Parker describes Fontaine as “hilarious in his own special way,” but he took away more from the class than jokes. “The special part about the Honors College is that the teachers really care about how you are doing,” Parker said. “He would give us tips on how to live as a successful college student, for example.”
“Comedy is a great stress-reliever,” Dye agreed. “It takes you away from school and the problems of life.”
A laugh a minute
One recent Tuesday, Fontaine treated the class to routines by Rodney Dangerfield, George Carlin, Jerry Seinfeld, Robert Klein and modern favorites Key & Peele. Fontaine told the students to note how the rapid-fire one-liners of stand-ups such as Dangerfield segued into the observational, storytelling humor of Seinfeld, Carlin and Klein. (The Key & Peele routine, thrown in as lagniappe, was the sketch “An insult comic meets his match.”)
One of the activities called for in the Education pillar of Forging the Future, UAB's strategic plan, is to "promote innovative instructional practices...." Kevin Fontaine's seminar exemplifies that goal. |
Seinfeld and Key & Peele they know, but Fontaine’s students aren’t familiar with Dangerfield or Carlin. During the class, one of them does some quick online research on Carlin and reports that he was the narrator on Thomas the Tank Engine, to general amusement.
During the course, students must write papers analyzing a comedy routine.
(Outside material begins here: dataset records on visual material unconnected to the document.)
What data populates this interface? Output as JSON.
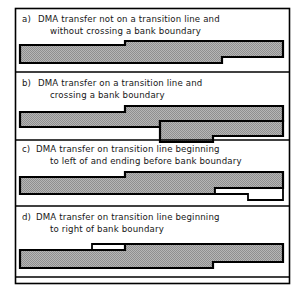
{
  "figure": {
    "background_color": "#ffffff",
    "line_color": "#000000",
    "fill_color": "#a8a8a8",
    "frame": {
      "x": 15,
      "y": 8,
      "width": 275,
      "height": 276
    }
  },
  "panels": [
    {
      "id": "a",
      "label": "a)",
      "caption_line1": "DMA transfer not on a transition line and",
      "caption_line2": "without crossing a bank boundary",
      "caption_line1_pos": {
        "x": 38,
        "y": 22
      },
      "caption_line2_pos": {
        "x": 50,
        "y": 34
      },
      "separator_y": 72,
      "filled_band": {
        "name": "transfer-band-a",
        "points": "20,45 125,45 125,41 283,41 283,57 222,57 222,63 20,63"
      },
      "outline_band": null
    },
    {
      "id": "b",
      "label": "b)",
      "caption_line1": "DMA transfer on a transition line and",
      "caption_line2": "crossing a bank boundary",
      "caption_line1_pos": {
        "x": 38,
        "y": 86
      },
      "caption_line2_pos": {
        "x": 50,
        "y": 98
      },
      "separator_y": 140,
      "filled_band": {
        "name": "transfer-band-b",
        "points": "20,112 125,112 125,107 160,107 160,121 210,121 210,127 20,127"
      },
      "outline_band": {
        "name": "transfer-outline-b",
        "points": "160,121 283,121 283,107 160,107"
      },
      "extra_band": {
        "name": "transfer-band-b-right",
        "points": "160,121 283,121 283,107 160,107"
      }
    },
    {
      "id": "c",
      "label": "c)",
      "caption_line1": "DMA transfer on transition line beginning",
      "caption_line2": "to left of and ending before bank boundary",
      "caption_line1_pos": {
        "x": 36,
        "y": 152
      },
      "caption_line2_pos": {
        "x": 50,
        "y": 164
      },
      "separator_y": 206,
      "filled_band": {
        "name": "transfer-band-c",
        "points": "20,177 125,177 125,172 283,172 283,188 215,188 215,194 20,194"
      },
      "outline_band": {
        "name": "transfer-outline-c",
        "points": "215,188 215,200 250,200 250,194 283,194 283,188"
      }
    },
    {
      "id": "d",
      "label": "d)",
      "caption_line1": "DMA transfer on transition line beginning",
      "caption_line2": "to right of bank boundary",
      "caption_line1_pos": {
        "x": 36,
        "y": 220
      },
      "caption_line2_pos": {
        "x": 50,
        "y": 232
      },
      "separator_y": 284,
      "filled_band": {
        "name": "transfer-band-d",
        "points": "20,250 125,250 125,244 283,244 283,262 213,262 213,268 20,268"
      },
      "outline_band": {
        "name": "transfer-outline-d",
        "points": "20,250 92,250 92,244 125,244 125,250"
      }
    }
  ],
  "legend": {
    "filled_meaning": "DMA transfer extent",
    "outline_meaning": "bank boundary / transition line offset"
  }
}
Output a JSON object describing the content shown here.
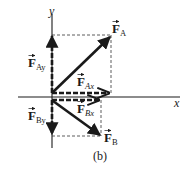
{
  "figure": {
    "caption": "(b)",
    "axes": {
      "x_label": "x",
      "y_label": "y"
    },
    "vectors": [
      {
        "id": "FA",
        "symbol": "F",
        "subscript": "A",
        "style": "solid",
        "role": "resultant"
      },
      {
        "id": "FAx",
        "symbol": "F",
        "subscript": "Ax",
        "style": "dashed",
        "role": "x-component of F_A"
      },
      {
        "id": "FAy",
        "symbol": "F",
        "subscript": "Ay",
        "style": "dashed",
        "role": "y-component of F_A"
      },
      {
        "id": "FB",
        "symbol": "F",
        "subscript": "B",
        "style": "solid",
        "role": "resultant"
      },
      {
        "id": "FBx",
        "symbol": "F",
        "subscript": "Bx",
        "style": "dashed",
        "role": "x-component of F_B"
      },
      {
        "id": "FBy",
        "symbol": "F",
        "subscript": "By",
        "style": "dashed",
        "role": "y-component of F_B"
      }
    ],
    "colors": {
      "ink": "#1a1a1a",
      "guide": "#333333",
      "background": "#ffffff"
    }
  }
}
Robin Williams is a popular choice. But “last year, and I’m sure this year, about 80% of the students choose a comedian I’ve never heard of — which is good because I get to learn about more practitioners,” Fontaine said. (His personal favorites: Don Rickles, Bill Burr, Rodney Dangerfield, Richard Pryor, George Carlin, Larry David.)
Humor helps it stick
The final assignment presents students with a choice. They can work “in a group of three to five people to develop and present a humorous public health campaign,” Fontaine said. The idea is that humor “may help the message stick,” he explained. Or they can “develop and deliver a three- to five-minute stand-up routine on any topic or theme they wish.” This past year, only one student chose the stand-up option. This year, four students have said they will give it a try.
Topics for the public-health campaign were drawn at random, but they were all sensitive. Beach and her group made a video about STDs. Dye’s group got teen pregnancy. Parker’s group drew obesity as a topic. Their skit involved Kentucky Fried Chicken pitchman Colonel Sanders visiting the doctor’s office with a long list of medical complaints. “After our jokes we gave out tips and information on how to eat better and what foods to avoid,” Parker said.
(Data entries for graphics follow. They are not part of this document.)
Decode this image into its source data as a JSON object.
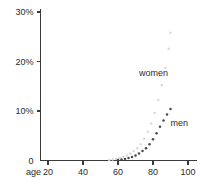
{
  "chart_data": {
    "type": "scatter",
    "title": "",
    "subtitle": "",
    "xlabel": "age",
    "ylabel": "",
    "xlim": [
      10,
      105
    ],
    "ylim": [
      0,
      31
    ],
    "grid": false,
    "legend_position": "inline-annotation",
    "x_ticks": [
      {
        "value": 20,
        "label": "20"
      },
      {
        "value": 40,
        "label": "40"
      },
      {
        "value": 60,
        "label": "60"
      },
      {
        "value": 80,
        "label": "80"
      },
      {
        "value": 100,
        "label": "100"
      }
    ],
    "y_ticks": [
      {
        "value": 0,
        "label": "0"
      },
      {
        "value": 10,
        "label": "10%"
      },
      {
        "value": 20,
        "label": "20%"
      },
      {
        "value": 30,
        "label": "30%"
      }
    ],
    "series": [
      {
        "name": "women",
        "color": "#d9d9d9",
        "marker": "dot",
        "annotation": "women",
        "annotation_x": 72,
        "annotation_y": 17.0,
        "x": [
          55,
          57,
          59,
          61,
          63,
          65,
          67,
          69,
          71,
          73,
          75,
          77,
          79,
          81,
          83,
          85,
          87,
          89,
          90
        ],
        "y": [
          0.1,
          0.2,
          0.3,
          0.5,
          0.7,
          1.0,
          1.4,
          1.9,
          2.5,
          3.3,
          4.4,
          5.8,
          7.5,
          9.6,
          12.2,
          15.2,
          18.7,
          22.6,
          25.8
        ]
      },
      {
        "name": "men",
        "color": "#4a4a4a",
        "marker": "dot",
        "annotation": "men",
        "annotation_x": 90,
        "annotation_y": 7.0,
        "x": [
          60,
          62,
          64,
          66,
          68,
          70,
          72,
          74,
          76,
          78,
          80,
          82,
          84,
          86,
          88,
          90
        ],
        "y": [
          0.1,
          0.2,
          0.3,
          0.5,
          0.7,
          1.0,
          1.4,
          1.9,
          2.5,
          3.3,
          4.3,
          5.5,
          6.8,
          8.1,
          9.3,
          10.4
        ]
      }
    ]
  },
  "axes": {
    "x_label": "age",
    "y_label": ""
  },
  "colors": {
    "axis": "#3a3a3a",
    "text": "#2b2b2b",
    "women": "#d9d9d9",
    "men": "#4a4a4a",
    "background": "#ffffff"
  }
}
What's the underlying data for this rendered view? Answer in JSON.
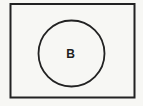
{
  "diagram": {
    "type": "venn",
    "universal_set": {
      "label": "",
      "shape": "rectangle"
    },
    "sets": [
      {
        "label": "B",
        "shape": "circle"
      }
    ],
    "colors": {
      "background": "#f7f7f4",
      "stroke": "#222222"
    }
  }
}
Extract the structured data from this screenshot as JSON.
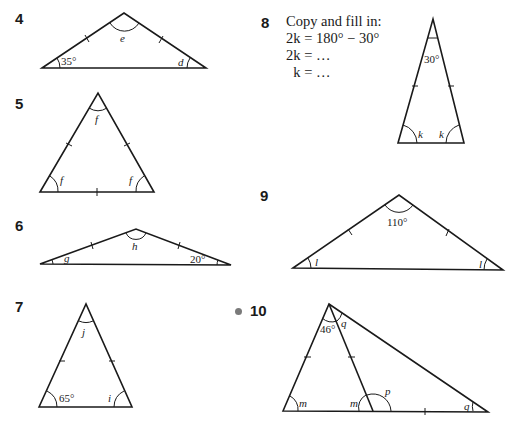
{
  "questions": [
    {
      "number": "4",
      "angles": {
        "apex": "e",
        "base_left": "35°",
        "base_right": "d"
      }
    },
    {
      "number": "5",
      "angles": {
        "apex": "f",
        "base_left": "f",
        "base_right": "f"
      }
    },
    {
      "number": "6",
      "angles": {
        "apex": "h",
        "base_left": "g",
        "base_right": "20°"
      }
    },
    {
      "number": "7",
      "angles": {
        "apex": "j",
        "base_left": "65°",
        "base_right": "i"
      }
    },
    {
      "number": "8",
      "instructions": [
        "Copy and fill in:",
        "2k = 180° − 30°",
        "2k = …",
        "  k = …"
      ],
      "angles": {
        "apex": "30°",
        "base_left": "k",
        "base_right": "k"
      }
    },
    {
      "number": "9",
      "angles": {
        "apex": "110°",
        "base_left": "l",
        "base_right": "l"
      }
    },
    {
      "number": "10",
      "bullet": true,
      "angles": {
        "apex_left": "46°",
        "apex_right": "q",
        "base_left": "m",
        "inner_base": "m",
        "exterior": "p",
        "base_right": "q"
      }
    }
  ]
}
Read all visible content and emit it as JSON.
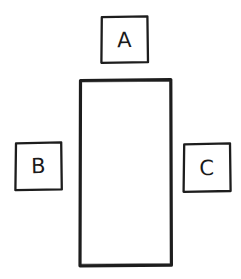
{
  "diagram": {
    "style": "hand-drawn-sketch",
    "background_color": "#ffffff",
    "ink_color": "#1a1a1a",
    "canvas": {
      "width": 241,
      "height": 279
    },
    "shapes": [
      {
        "id": "main-container",
        "name": "main-rectangle",
        "label": "",
        "kind": "rectangle",
        "x": 79,
        "y": 79,
        "width": 93,
        "height": 187,
        "stroke_width": 3,
        "fill": "#ffffff",
        "stroke": "#1a1a1a"
      },
      {
        "id": "box-a",
        "name": "box-a",
        "label": "A",
        "kind": "square",
        "position": "top",
        "x": 101,
        "y": 16,
        "width": 47,
        "height": 47,
        "stroke_width": 2,
        "fill": "#ffffff",
        "stroke": "#1a1a1a"
      },
      {
        "id": "box-b",
        "name": "box-b",
        "label": "B",
        "kind": "square",
        "position": "left",
        "x": 15,
        "y": 142,
        "width": 47,
        "height": 48,
        "stroke_width": 2,
        "fill": "#ffffff",
        "stroke": "#1a1a1a"
      },
      {
        "id": "box-c",
        "name": "box-c",
        "label": "C",
        "kind": "square",
        "position": "right",
        "x": 183,
        "y": 143,
        "width": 48,
        "height": 49,
        "stroke_width": 2,
        "fill": "#ffffff",
        "stroke": "#1a1a1a"
      }
    ]
  }
}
One of Parker’s favorite discoveries in the class was the surrealist 1990s comic Mitch Hedberg. “I had never heard of him,” he said. “He was just one-liners — the way he was able to sound off on all these jokes and keep them in his head was impressive.”
Fontaine explained how comedy like this looks effortless but is built on endless practice, Parker said. “He told us, ‘the key to making something funny is all about delivery.’”
Fontaine demonstrates at the end of the class period. “All right,” he announces, getting his students’ attention. They have been distracted by the presents Fontaine just passed out — gag gifts from a local discount store that they are trading and showing off with glee. They look up. Fontaine waits a beat before continuing with mock exasperation: “Get out of here.”
Everyone laughs. Then it’s back to the real world.